Rembrandt - thanks once again for this excellent publication which one day will assure your place in the history books.

Figure 1 is perhaps the most astonishing. From this it is near impossible to guess that the oil markets are in turmoil - so maybe they are not? As Bluetwilight points out, these figures mask a bounce in Azeri and US crude production. Its likely that UK and Norwegian production is also recovering from Summer maintenance.

With the last OPEC cut (November) yet to be fully implemented and what seems likely to be a 2+ mmbpd cut from OPEC and Russia today in the pipeline the supply situation looks set to tighten significantly going into the winter.

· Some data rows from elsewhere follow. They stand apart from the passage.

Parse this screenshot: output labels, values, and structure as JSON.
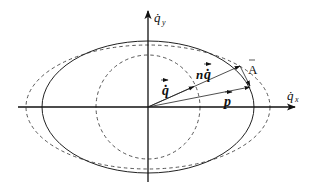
{
  "diagram": {
    "type": "vector-diagram",
    "axes": {
      "x_label": "q̇",
      "x_subscript": "x",
      "y_label": "q̇",
      "y_subscript": "y"
    },
    "curves": [
      {
        "name": "solid-ellipse",
        "style": "solid",
        "cx": 148,
        "cy": 107,
        "rx": 106,
        "ry": 66
      },
      {
        "name": "outer-dashed-ellipse",
        "style": "dashed",
        "cx": 148,
        "cy": 107,
        "rx": 122,
        "ry": 62
      },
      {
        "name": "inner-dashed-circle",
        "style": "dashed",
        "cx": 148,
        "cy": 107,
        "rx": 52,
        "ry": 52
      }
    ],
    "vectors": [
      {
        "name": "q-dot",
        "label": "q̇",
        "from": [
          148,
          107
        ],
        "to": [
          194,
          87
        ]
      },
      {
        "name": "n-q-dot",
        "label": "nq̇",
        "from": [
          148,
          107
        ],
        "to": [
          240,
          66
        ]
      },
      {
        "name": "p",
        "label": "p",
        "from": [
          148,
          107
        ],
        "to": [
          250,
          87
        ]
      },
      {
        "name": "A",
        "label": "A",
        "from": [
          240,
          66
        ],
        "to": [
          250,
          87
        ]
      }
    ],
    "labels": {
      "q_dot": "q̇",
      "n_q_dot_n": "n",
      "n_q_dot_q": "q̇",
      "p": "p",
      "A": "A"
    },
    "colors": {
      "line": "#1a1a1a",
      "dashed": "#333333",
      "background": "#ffffff"
    }
  }
}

The UK has just had its coldest start to winter for 30 years (MET office) and as a forthcoming article from Rune will show, this means we have already eaten deeply into our gas storage levels with potential nat gas shortages on the horizon. Part of the UK's fall back position is oil fired power generation and so I wonder if we may not see a surge in oil demand if the uncommonly cold weather persists in W Europe.

The UK has just had its coldest start to winter for 30 years (MET office)

True Euan, but that Met Office statement referred specifically to the first 2 weeks of December and the next two weeks are forecast to be above average.

Also, believe it or not, November in Scotland was actually above the long term average according to the Met Office. We've just had many exceptionally mild winters in recent years. I posted a longer version of this with links to Met Office data in the Drumbeat

However I do share your concerns that we seem to be gambling on mild winters for our energy security and will be very interested in Rune's post.